Pamuk’s Mevlüt stands like the last representative of a fading sense of public life. Amid Istanbul’s accelerating modernization – the transformation of Tarlabaşı, multilane roads cutting through old neighborhoods – Mevlüt’s nightly walk carries a double meaning: On one hand, it reveals the city’s socio-spatial transformation; on the other, it shows that the neighborhood culture embodied by boza has not completely disappeared.
Today, when young people see a boza seller on the street, their first instinct is to record him on their phones – a contemporary echo of Pamuk’s story. When the city hears a sound again that it thought it had lost, it reacts with surprise. And in modern Istanbul, boza regains its meaning as a modest yet powerful gesture that brings people closer together in an age defined by speed.
The renewed visibility of boza in today’s Türkiye cannot be explained by nostalgia alone. Amid the crowded, fast and often exhausting rhythm of urban life, boza offers people not only a moment to pause but also a way to hold on to their roots. For individuals who interact less and less in the rush of daily life, boza – with its warmth, aroma and slow-sipping rhythm – revives something like an “old sense of community.” For this reason, boza today is not just a sweet-and-sour winter drink; it has become a moment of calm, a breath of stillness that modern city dwellers increasingly seek.
Equally important is that a boza seller on the street carries not merely a product but a ritual. Boza is a beverage that refuses to rush; its texture develops slowly, over time – just as genuine conversation cannot be hurried. Another reason for boza’s growing popularity is the erosion of neighborliness and spontaneous encounters in modern cities. As urban centers have expanded, people have drifted apart; apartment living has weakened the everyday contact once created by shared streets and open doorways. For this very reason, boza becomes a kind of “encounter space” in itself.

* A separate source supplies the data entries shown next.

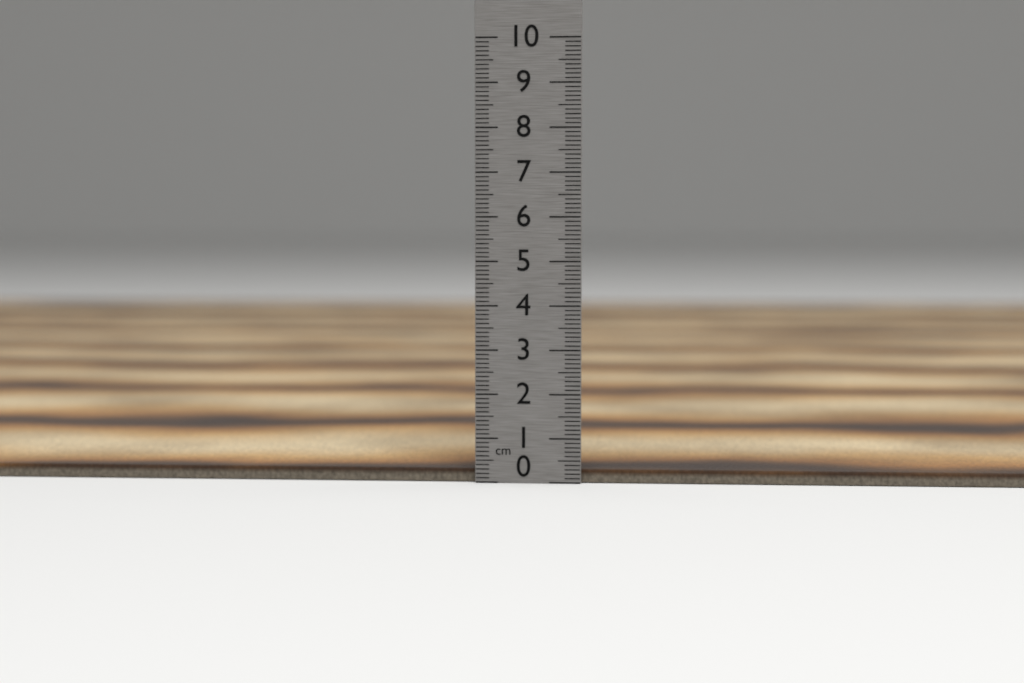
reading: 0.3 cm
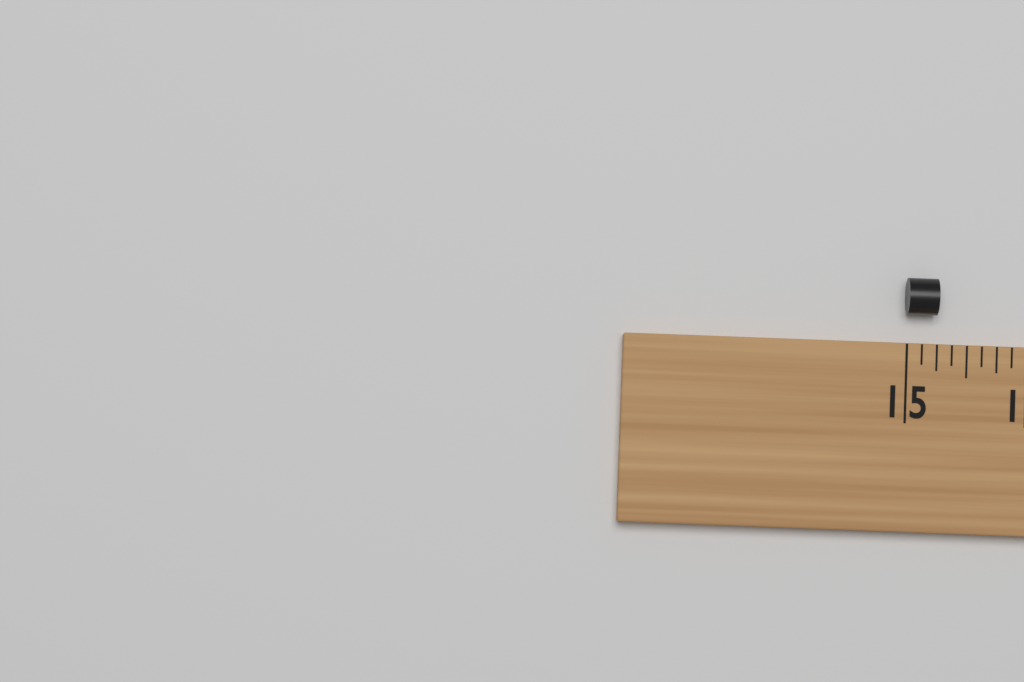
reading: 15.250 (no unit)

Today, drinking boza signifies a slowing of both body and mind – an act of gentle resistance in an age ruled by speed, a small cultural gesture that brings people closer again. When all these elements come together, boza transforms into a powerful symbol that has regained its meaning in contemporary Türkiye:
A reminder that tradition, memory, slowness and human warmth still find a place in the heart of winter nights.
The “bozaaa” calls, once again echoing through Türkiye’s streets today, are not merely a doorway to the past; they are also a gentle reminder of the warm human contact modern urban life has nearly forgotten. The thick, heavy cup we hold on winter nights - its cinnamon fragrance and the warmth of roasted chickpeas – quietly brings back a feeling we thought the city had lost: a sense of closeness.

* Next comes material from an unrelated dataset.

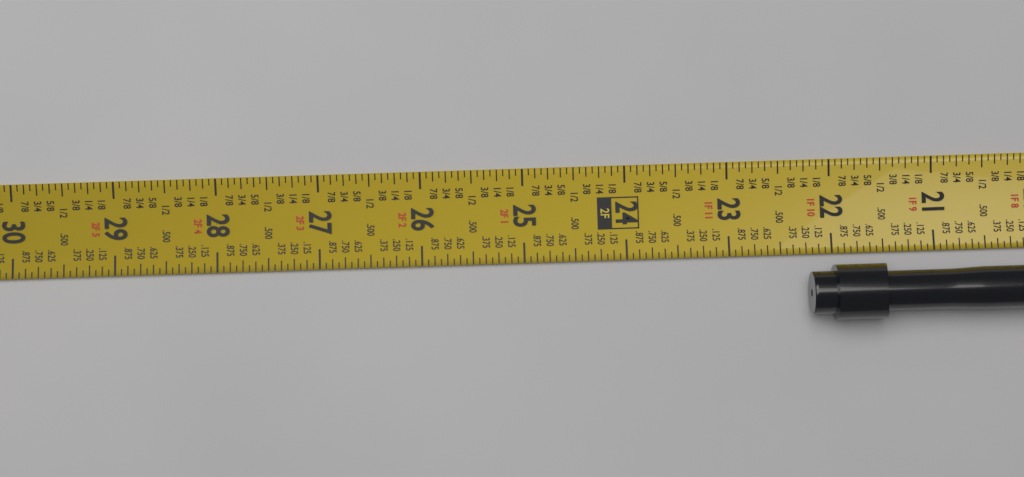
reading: 22.2500 in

When boza, an old Ottoman drink, returns to the streets of contemporary Türkiye, it reminds us not only of a tradition but of a way of living. And perhaps this is why boza is beloved again today. Because it whispers to us, softly and without insistence:
Life is most beautiful in the moments when we slow down.
And when people gather around a warm cup of boza, they rediscover not the feeling of being “urban,” but the joy of simply being together.